The Emperor Has No Clues

The nuance eludes me.

As I speculated earlier, I think Russia's intervention along with Iran isn't to do anything more than prop up Assad in the northwest corner of Syria to keep a secure location for Russia's bases and for Iran to prop up Hezbollah in Lebanon.

The forces that Russia and Iran are committing are too small to do more than that--if they can do that.

The only real question is whether the Russian-Iranian escalation can keep Damascus in that Core Syria.

God help us, but Russia's small move into Iraq is probably designed to fool Secretary of State Kerry into thinking he scored a diplomatic triumph by trading a Russian free hand in Syria for an American free hand in Iraq.

And we'll thank the Russians for that:

If the humiliation of the Obama administration continues at this rate, by this time next week you should expect to see Secretary of State John Kerry on all fours at the United Nations, getting paddled by the Russian foreign minister and shouting, “Thank you, comrade! May I have another?”

Great minds think alike.

At which point Iran will push us out of Iraq by being a resolute ally while we dither.

Nobel Peace Prizes all around!

UPDATE: Again, Russia's forces aren't enough to win the war for Assad:

... Moscow’s contribution is unlikely to be decisive in the war, analysts said. While Russia boasts its military is stronger than it has been in 25 years, its forces still grapple with aging equipment and have a weak partner in the poorly trained Syrian army. There is also tepid support among the Russian public for a lengthy conflict.

But I don't think Russia is trying to win the war--defined as restoring Assad control over all of geographic "Syria."

Russia will settle for Assad surviving in the northwest. The article says Putin anticipates a three-hour tour three or four-month intervention to get to negotiations that save Assad, if not Syria.

This article repeats the claim of more limited objectives:

"The strategic objective is to secure an Alawite 'safe zone'... leaving the eastern, desert part of the country to (IS)," wrote Igor Sutyagin, of the Royal United Services Institute, in a recent analysis note.

If Assad had done this nearly four years ago when I said he didn't have the troops to cover everything and had to contract to a Core Syria, he'd have an army capable of holding that ground.

Back then, I thought that contracting would save Syria's military and give Assad the chance to rebuild his military to retake lost ground all the way to the east.

Now? I think the Syrian military is too shaky after mind-numbing casualties it has endured to hold territory that extends to Damascus and points south. I think Assad's best chance to hold is a Rump Syria of the coastal regions pushed north as far as Russian and Iranian support can provide, plus an inland buffer zone out to the Hama-to-Homs highway.

Russian air power and Spetznaz could help defend this core region.

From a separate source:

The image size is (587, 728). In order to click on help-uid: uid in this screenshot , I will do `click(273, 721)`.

Strategypage has a lot of useful information on recent events. Just read it. I'll just note that they say that Hezbollah has informed their allies that they've had enough of the shock troop job and won't participate in those bloody attacks on behalf of Assad.

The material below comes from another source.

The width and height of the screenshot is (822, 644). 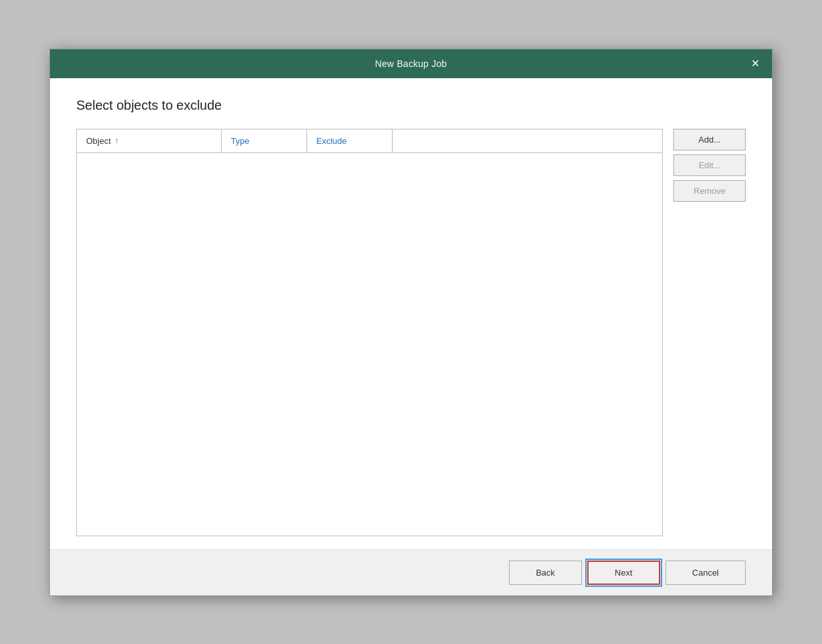 I want to click on column-exclude: Exclude, so click(x=350, y=141).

So we'll see how the Iranians do in that job. I just don't think Russia will participate in that apart from some special forces. So I don't think the much heralded "big offensive" will be very big.

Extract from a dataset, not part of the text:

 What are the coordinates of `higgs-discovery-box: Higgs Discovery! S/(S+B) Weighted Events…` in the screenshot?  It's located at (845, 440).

UPDATE: Oh, and if anybody is thinking about the bargain Putin is offering to Europeans to halt the migration to Europe in exchange for a free hand in Syria and Ukraine (and I mentioned this Ukraine-Syria link earlier, with a bonus aside on the migrants), if Assad can't gain control of all of Syria, the migrants will keep coming anyway.

So Putin might get his objective in Ukraine, ending sanctions, even if Assad can't hold in his "fortress" northwest; plus Europe will still be crippled by coping with all those migrants.